The Caledonian-Record

February 20, 2004

Area Man Laments The Events Of Feb. 9 - Missing Woman Didn't Accept His Help

By Gary E. Lindsley

Butch Atwood wishes the events of the night of Feb. 9 had gone much differently for a missing 21-year-old Massachusetts woman.

Atwood was on his way home, about a mile from Swiftwater on Route 112 in Haverhill, when rounding the sharp left-hand curve by The Weathered Barn, he saw a black Saturn partially in the roadway and partially mired in the snow. It was about 7:30 p.m., he said.

The driver had failed to negotiate the sharp curve after passing the barn, gone off the road and struck a stand of trees on the right side of the highway. The car sustained extensive front-end damage.

Atwood, a school bus driver for First Student, was returning from dropping off students after a day of skiing at Wildcat Mountain.

He stopped the school bus by the Saturn to see if he could help. "She was still in the car," Atwood said, referring to Maura Murray.

Murray, who is from Hanson, Mass., and is a nursing student at the University of Massachusetts at Amherst, has been missing since the night of the accident.

Atwood said the Saturn's lights weren't on. "I shined the light in (her car)," he said. "I said, Are you OK?' She said she was."

Atwood said he got a good look at her. She looked to be about 20 and had dark hair.

As a matter of safety, he told her to turn her car's lights on so no one would strike her vehicle coming around the curve.

"I saw no blood," he said. "She was cold and she was shivering. I told her I was going to call the police."

Murray, according to Atwood, told him not to because she had already called AAA.

"I said, OK. I will make a call to the police department and the fire department to check you out,'" he said. "I said, Why don't you come to my house? You can get warm and wait for the police and EMS.'" Atwood said she just told him to go.

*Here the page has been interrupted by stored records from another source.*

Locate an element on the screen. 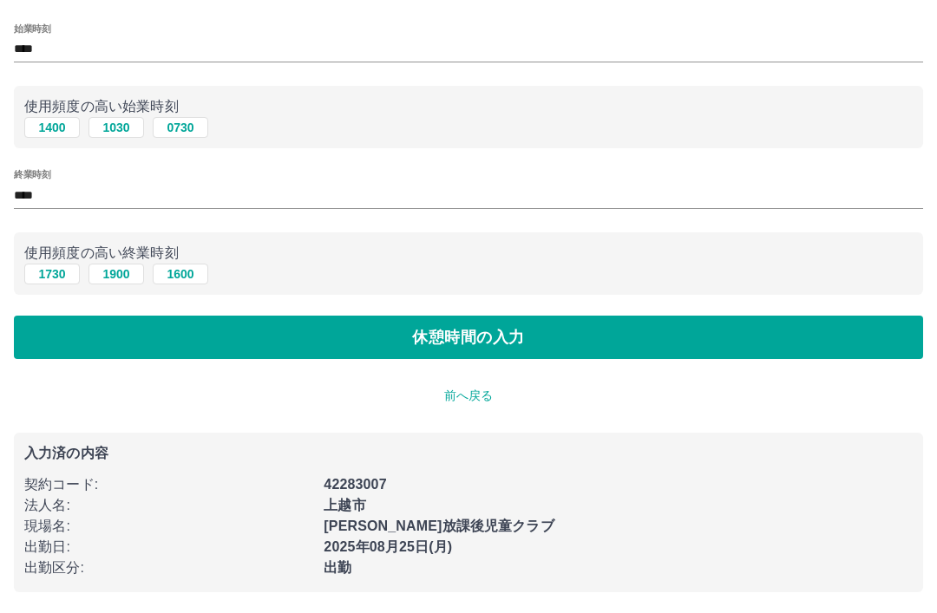  p: 出勤日 : is located at coordinates (168, 547).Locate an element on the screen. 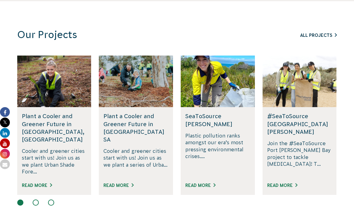 This screenshot has height=213, width=354. a: All Projects is located at coordinates (318, 35).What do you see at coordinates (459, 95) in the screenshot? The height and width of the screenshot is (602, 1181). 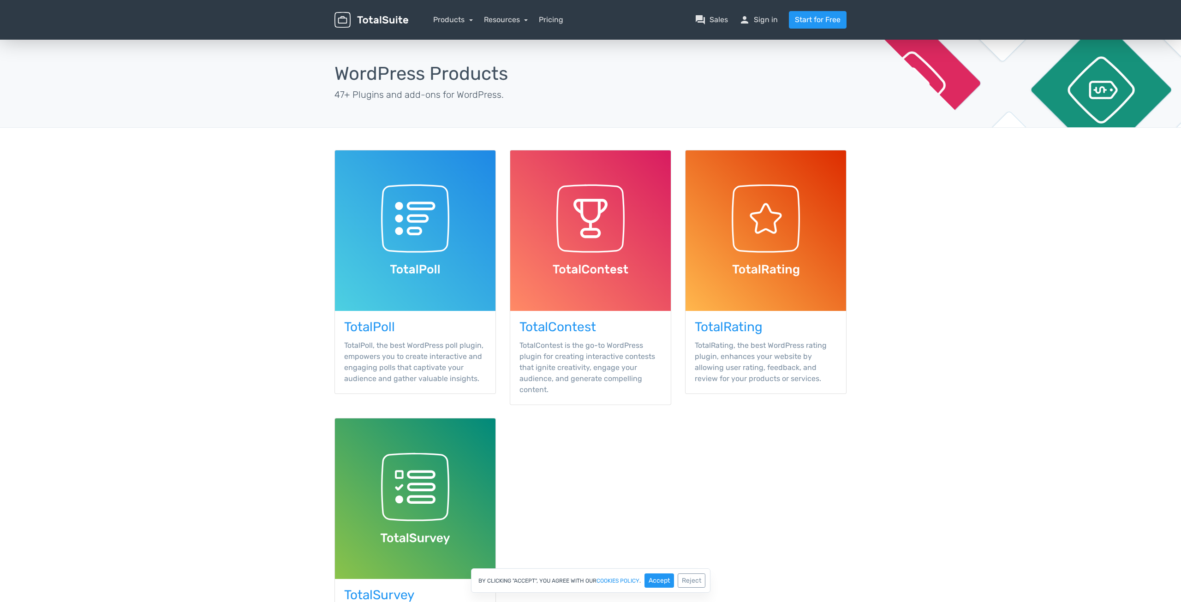 I see `p: 47+ Plugins and add-ons for WordPress.` at bounding box center [459, 95].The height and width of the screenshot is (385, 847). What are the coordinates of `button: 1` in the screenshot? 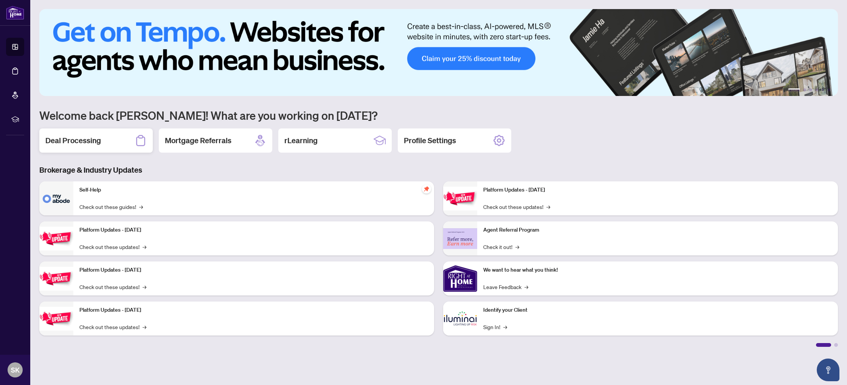 It's located at (794, 90).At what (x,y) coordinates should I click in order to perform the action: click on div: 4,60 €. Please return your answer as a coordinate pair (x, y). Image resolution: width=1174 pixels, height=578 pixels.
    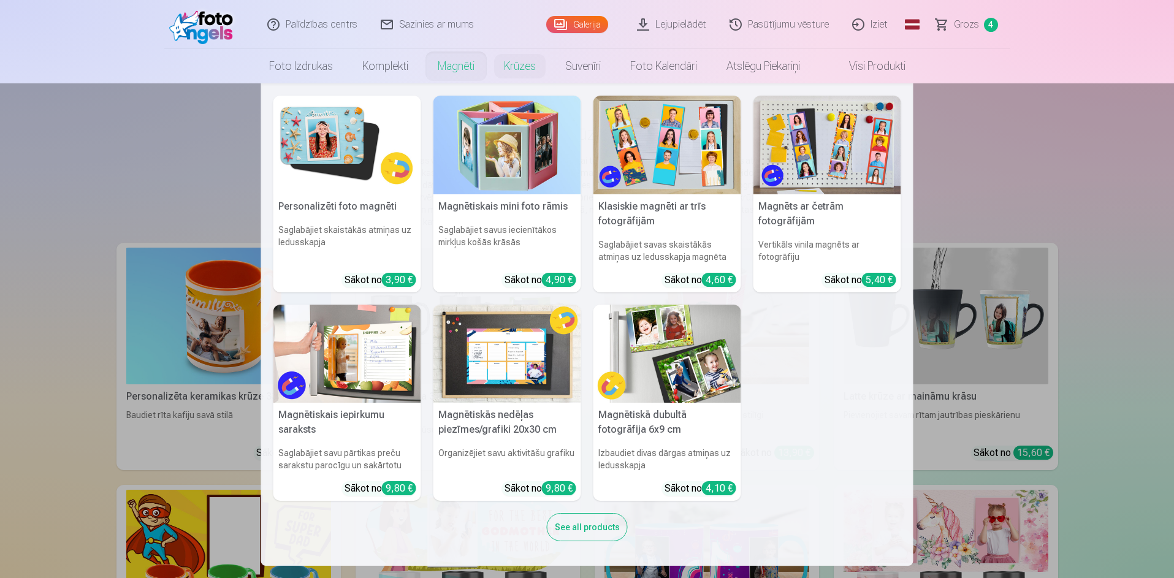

He drove to his house, about 75 yards from the scene of the accident, and backed it his driveway before running into the house to call police.

However, he couldn't get through to the Haverhill Police Department and the Grafton County Sheriff's Department.

He called 911 and the operator couldn't either. Atwood said another 911 operator was able to get through.

While he was talking on his phone on his front porch, Atwood could see the road, but not Murray's disabled car. He saw several vehicles drive by, but couldn't tell any makes or models because it was so dark.

After about seven to nine minutes, he looked out and saw the Haverhill Police. Atwood believed the situation was under control and went to the school bus to tend to his paperwork.

The next thing he knew, Haverhill Police Department Sgt. Cecil Smith was banging on his bus window. Smith asked him if he had called in the accident and seen anyone at the scene. Atwood told Smith he had seen a girl about 20 with dark hair.

Smith said when he arrived, Murray was no longer with her car. In the seven to nine minutes between the time Atwood had left Murray to call for help and the time Smith arrived, Murray had vanished.

"I took a ride around the back roads," Atwood said. "I was gone about 15 minutes. Then I took a ride to French Pond."

He even drove about a mile down the road to the store in Swiftwater to check and see if she was there. She wasn't.

When he returned to the accident scene, a New Hampshire State Police trooper was there.

Atwood said they checked the woods in the immediate area to see if Murray had gone into the forest. There weren't any tracks.

He said there wasn't any way Murray could have driven the car after the accident. He said the radiator had been pushed back into the fan. The air bag also had been deployed.

However, he said it didn't appear Murray had been injured, just shaken up.

"I just wish I could have gotten her to come with me," he lamented. "But I am a big man, over 350 pounds. She may have gotten into a car with someone who was clean cut."

Atwood believes one of the vehicles which had passed his house could have stopped and picked her up. "She could be anywhere, absolutely," Atwood said.

He said whoever may have picked her up could have driven toward the area of Lincoln, or back to Route 302 and over to Vermont.

Anyone who has seen Murray is asked to contact the New Hampshire State Police at 603-846-3333 or 603-271-1170. People also can call the Haverhill Police Department at 603-787-2222.